BOSTON (Reuters) - Internet surfers are far more likely to come upon Web
sites with wrong and potentially dangerous information about illicit drug
use than they are to find more reliable, informed sites, a new study shows.

A study in Thursday's New England Journal of Medicine found that popular
Internet search engines tend to direct users to sites that appear to
promote drug use and provide incorrect and even dangerous information.

Often overlooked by the popular search engines are those Web sites that
provide reliable information on illegal drugs, including sites funded by
the federal government, the study said.

Some 24 percent of college students use the Internet to find information
about illegal drugs, with some sites recording 160,000 hits a day,
researchers said.

Edward Boyer and two other doctors at Children's Hospital in Boston
conducted the survey, studying seven "partisan" sites "that promulgate
information about illicit drugs."

"When we looked at fairly common illicit substances, we found that serious
errors were pretty easy to find," Boyer told Reuters.

"Not only do partisan Web sites condone drug use with its attendant health
risks, but any adverse effect arising from illicit substances potentially
would be mismanaged with potentially lethal consequences."

FEDS OVERLOOKED?

For example, one promotes "cures" for poisoning from psychedelic mushrooms
such as ingesting carbon tetrachloride, which can destroy the liver.

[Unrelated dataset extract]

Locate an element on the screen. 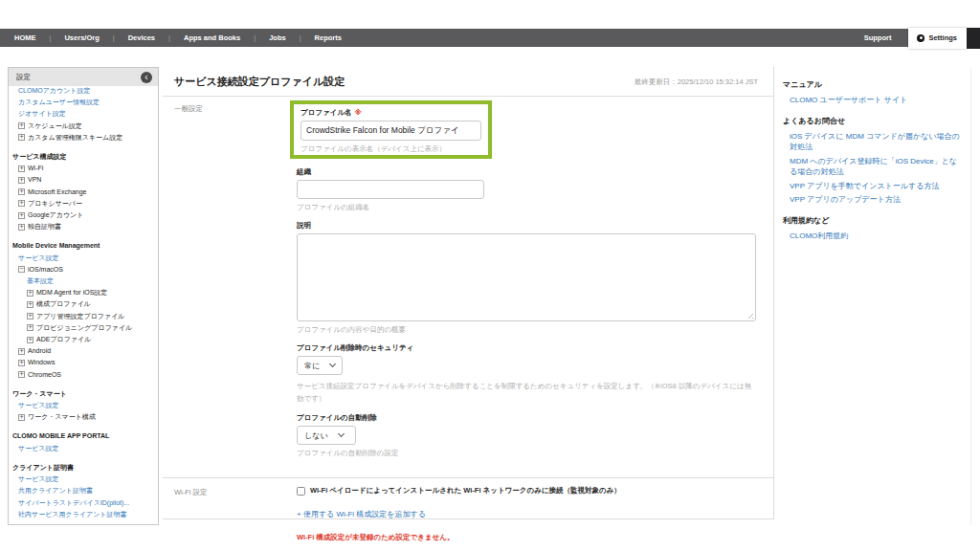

By contrast, sites with reliable information, especially those funded by
the federal government, are often ignored or given a low priority by
popular search engines that rank sites for information on Ecstasy and other
illegal drugs.

"We were stunned to find the federal government sites were absent from some
searches entirely," even though the government is spending millions of
dollars developing them, Boyer said.

One reason is that those creating government-sponsored sites seem to "lack
the technical expertise" to make them appear prominently in a search, he said.

For example, most Web sites use hidden keywords to help search engines flag
them. Home pages for sites that promote drug use contain up to 60 such
keywords.

But the home page for freevibe (http:/www.freevibe.com), with drug
information from the National Youth Anti-Drug Media Campaign, had none.

In order to find freevibe in a search, consumers had to know to ask
specifically for "freevibe."

"In all searches, antidrug sites from the federal government failed to
appear as often as the partisan sites, which dominate the search results
when people are looking for information on illicit substances such as
Ecstasy, GHB, or 'psychedelic mushrooms,"' the researchers said.

GHB or gammahydroxybutyrate, is similar to Rohypnol the so-called date rape
drug, according to the National Clearinghouse for Alcohol and Drug Information.

"These data suggest that the U.S. government, despite extensive and costly
efforts, currently does not provide effective alternative sources of
information about drugs on the Web, where partisan sites still get the
attention of both search engines and users," they said.

The Office of National Drug Control Policy, which sponsors the freevibe
site, criticized the study and chastised the authors for failing to contact
the agency before putting out the letter.

"As far as I know, the people who wrote that letter never contacted this
office," said Jennifer Devallance, a spokeswoman for the agency.

She said there were more than 3,000 links around the Web to either freevibe
or The Anti-Drug, (http:/www.theantidrug.com), which targets parents.